The Australian, January 15, 2007
China's men
lack millions of brides
By Jane Macartney
CHINA will be short of 30 million brides within 15 years, according
to an official report into the country's burgeoning population.
About one in every 10 men aged between 20 and 45 - equivalent
to almost the entire population of Canada - will be unable to
find a wife.
The findings, from the State Population and Family Planning Commission,
outline bleak prospects - and not only for bachelors.
The report says the gender imbalance could result in social instability
- a threat that the Communist Party regards as the greatest risk
to its grip on power.
It is almost three decades since China's rulers implemented a
strict "one couple, one child" policy.
It replaced Chairman Mao Zedong's focus on a high birth rate,
which had been intended to ensure that China could fend off enemies
with human-wave warfare. The unintended consequences of those
severe controls have become increasingly pronounced.
China's population is forecast to peak at 1.5 billion in 2033.
That growth, coupled with demographic imbalances, will threaten
social stability, the economy, the environment and jobs.
One effect of China's strict population control has been a jump
in gender selection of babies. The traditional preference for
a son means that more and more women abort their baby if an early-term
ultrasound examination shows it to be a girl.
Officials deny that the gender imbalance is a result of the family-planning
policy.
It is illegal for doctors to tell parents the results of an ultrasound
test without a medical reason, though many do so.
As a result, abortions of female fetuses are widespread, especially
in rural areas, as parents try to ensure that the one child they
are allowed by law is a boy.
China's gender ratio for newborn babies in 2005 was 118 boys
to 100 girls: compared with 110 to 100 in 2000.
In some regions, the sex ratio has ballooned to 130 boys to 100
girls. That compares with an average for industrialised countries
of between 104 and 107boys for every 100 girls.
Tradition favours boys over girls, because men are seen as the
main family breadwinner and in China only a son can carry on the
family line. Daughters are expected to leave the home and become
members of their husband's family.
Anxious government officials have launched a country campaign,
painting slogans on walls of village houses that exhort parents
to value their daughters: "Having a daughter is as good as
having a son."
The population report said: "We need to develop a 'movement
to embrace girls' ... and contain the trend towards greater gender
imbalances."
Chinese officials have given no clues as to how they plan to
find wives for the battalions of bachelors now growing up in Chinese
schools.
However, the kidnapping of baby girls is becoming increasingly
common as families seek a future bride for their only son.
Trade in women is also a problem in many rural areas where poor
farmers are unable to attract a bride.
The Government is not yet ready to loosen its birth control policies
and demonstrates pride in its achievement of preventing 400 million
births through its one-child policy.
The authorities are instead promoting measures to curb the adoption
of babies - almost all of whom are girls - by foreigners to ensure
that they grow up in China.
The number of people of working age - between 15 and 64 - will
increase from 860 million in 2000 to 1.01 billion in 2016, according
to the report. That is more than the total in the world's developed
nations.
In the next 20 years, up to 300 million people will leave their
farms and move to towns and cities. The report said: "Our
country is currently experiencing the largest human movement and
migration in history."
China is having to cope with becoming the world's first country
to grow old before it grows rich. The number of people older than
60 will jump from the current 143million to 430million by 2040.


**WHAT THE TASK REQUIRES**
Two lines below mark the span: the one containing "Describe the element at coordinates (579, 514)" and the one containing "Forecast Soil Moisture". Set down both, plus every line between, exactly as they stand, and nothing else.

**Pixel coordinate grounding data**
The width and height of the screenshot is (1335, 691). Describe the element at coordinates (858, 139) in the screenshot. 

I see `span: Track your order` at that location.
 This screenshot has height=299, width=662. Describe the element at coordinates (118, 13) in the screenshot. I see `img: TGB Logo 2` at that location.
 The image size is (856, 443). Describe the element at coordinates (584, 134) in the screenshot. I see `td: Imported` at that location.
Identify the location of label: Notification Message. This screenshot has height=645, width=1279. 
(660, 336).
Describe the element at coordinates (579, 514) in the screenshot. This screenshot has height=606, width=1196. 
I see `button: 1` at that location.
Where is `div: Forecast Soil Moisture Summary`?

...

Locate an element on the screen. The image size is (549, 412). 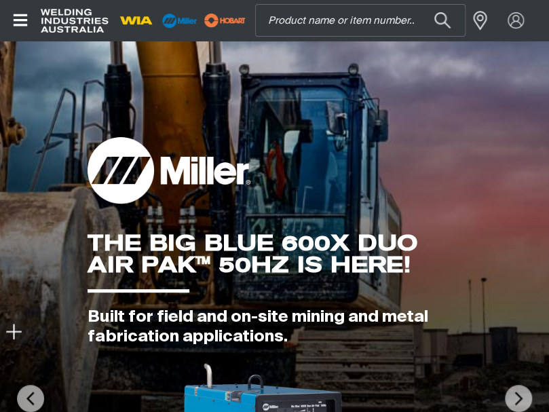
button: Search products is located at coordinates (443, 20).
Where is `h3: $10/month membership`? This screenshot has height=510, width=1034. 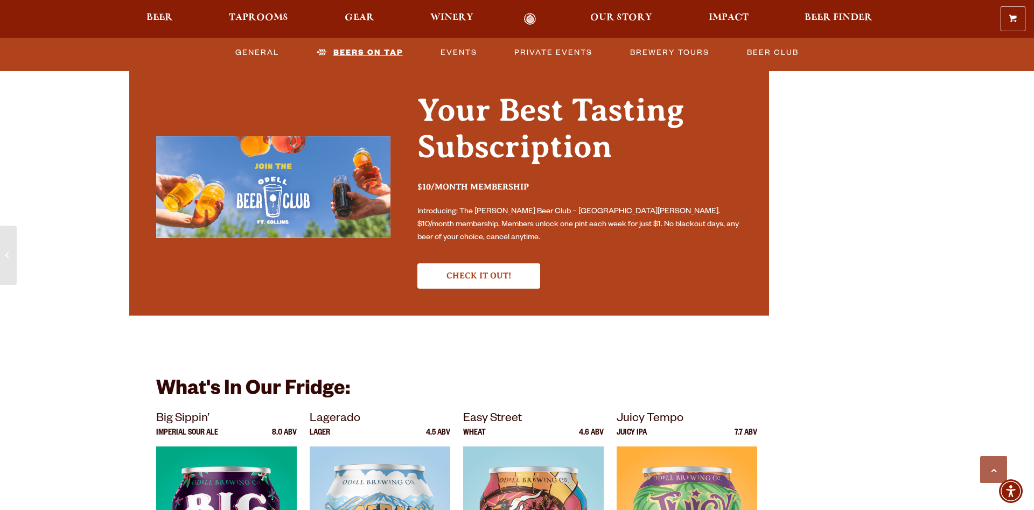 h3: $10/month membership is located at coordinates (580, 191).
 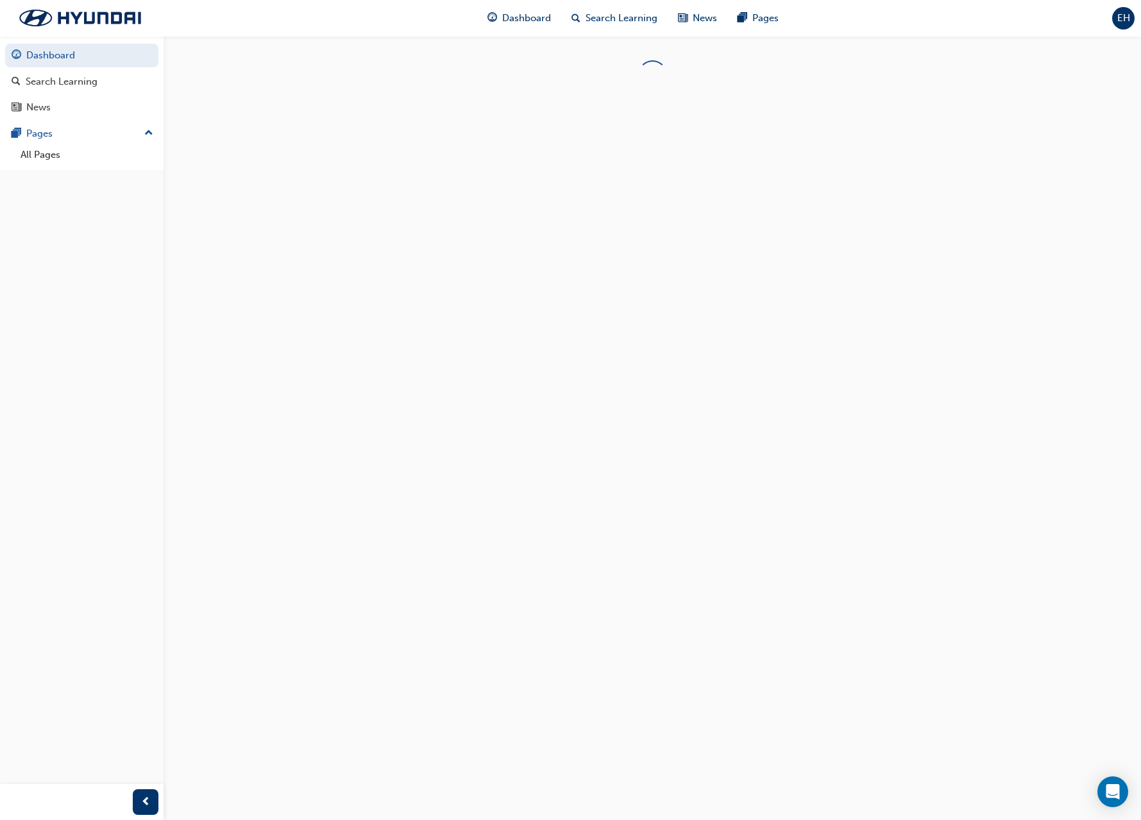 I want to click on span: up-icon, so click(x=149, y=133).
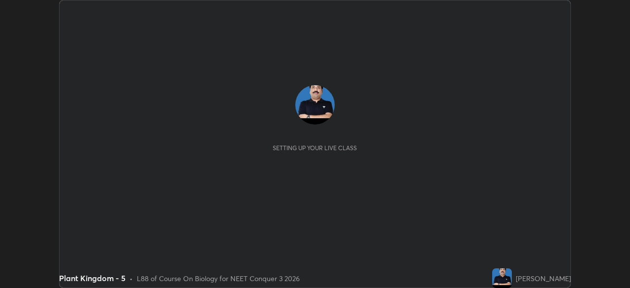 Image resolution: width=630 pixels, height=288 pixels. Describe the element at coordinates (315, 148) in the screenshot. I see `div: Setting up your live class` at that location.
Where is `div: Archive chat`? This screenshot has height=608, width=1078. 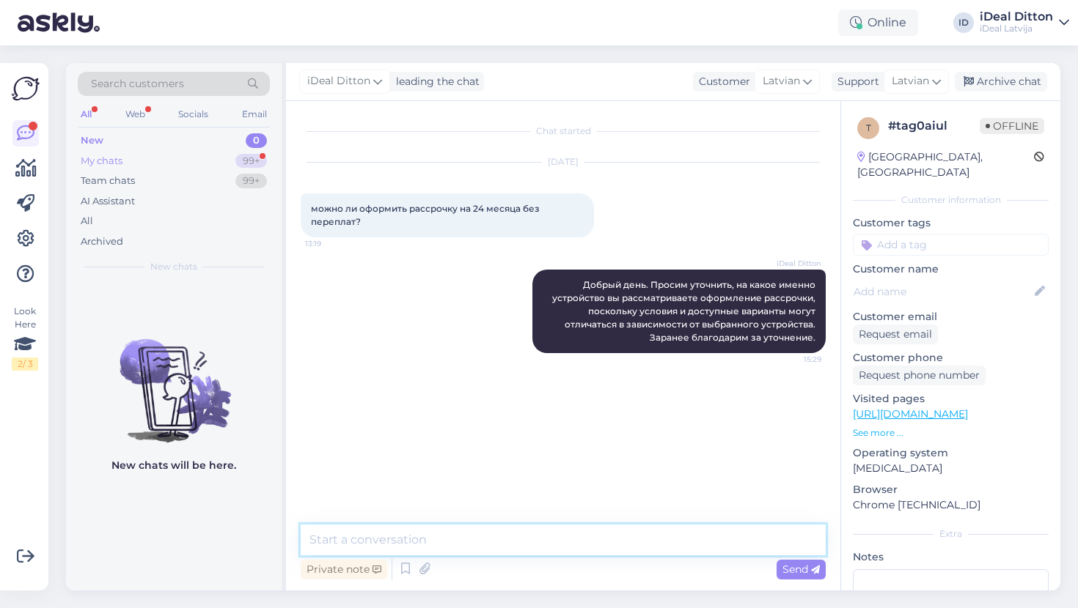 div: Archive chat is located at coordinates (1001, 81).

==

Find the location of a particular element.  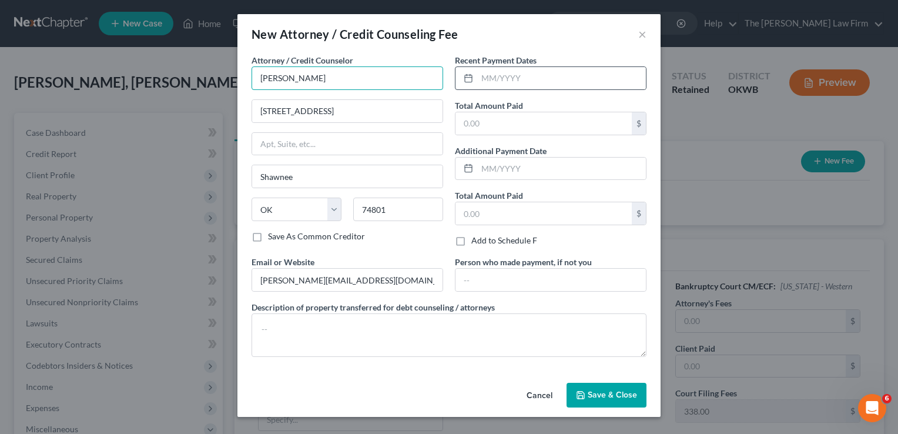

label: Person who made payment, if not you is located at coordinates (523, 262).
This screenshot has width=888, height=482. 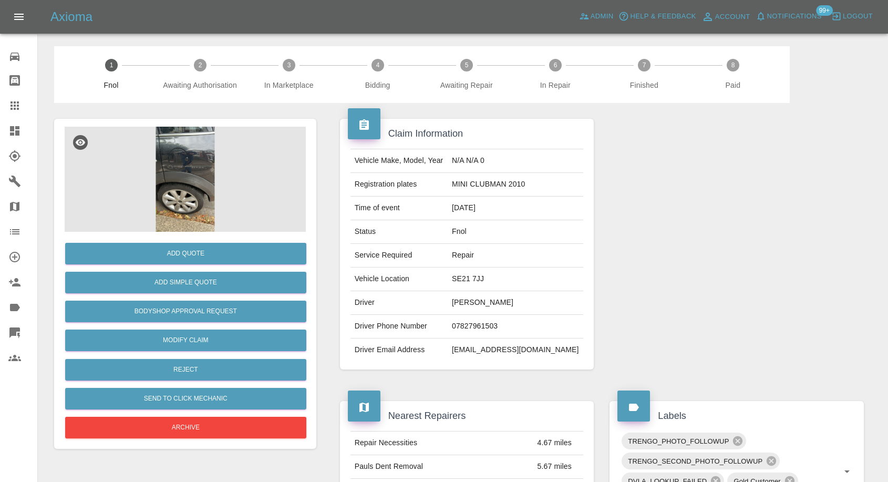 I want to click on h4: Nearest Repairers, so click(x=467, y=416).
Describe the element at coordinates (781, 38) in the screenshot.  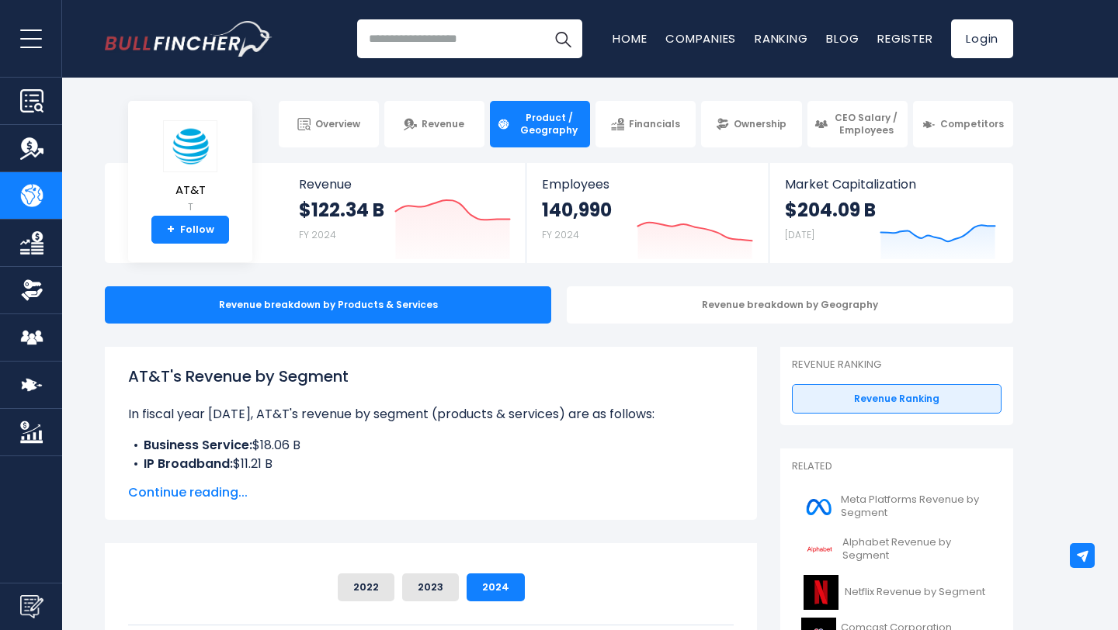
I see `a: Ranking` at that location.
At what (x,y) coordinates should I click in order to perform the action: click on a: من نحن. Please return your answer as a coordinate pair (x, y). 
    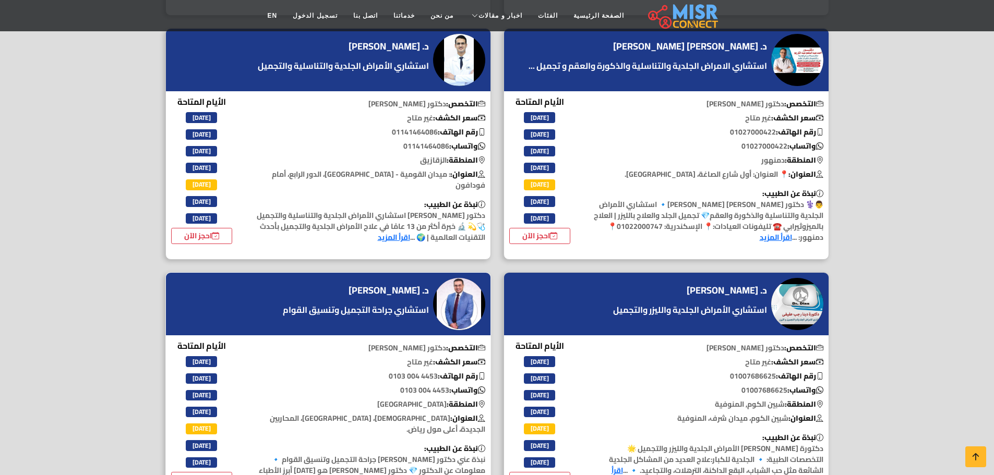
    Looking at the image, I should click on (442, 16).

**TASK ANSWER**
Describe the element at coordinates (579, 514) in the screenshot. This screenshot has height=606, width=1196. 
I see `button: 1` at that location.
Where is `div: Forecast Soil Moisture Summary`?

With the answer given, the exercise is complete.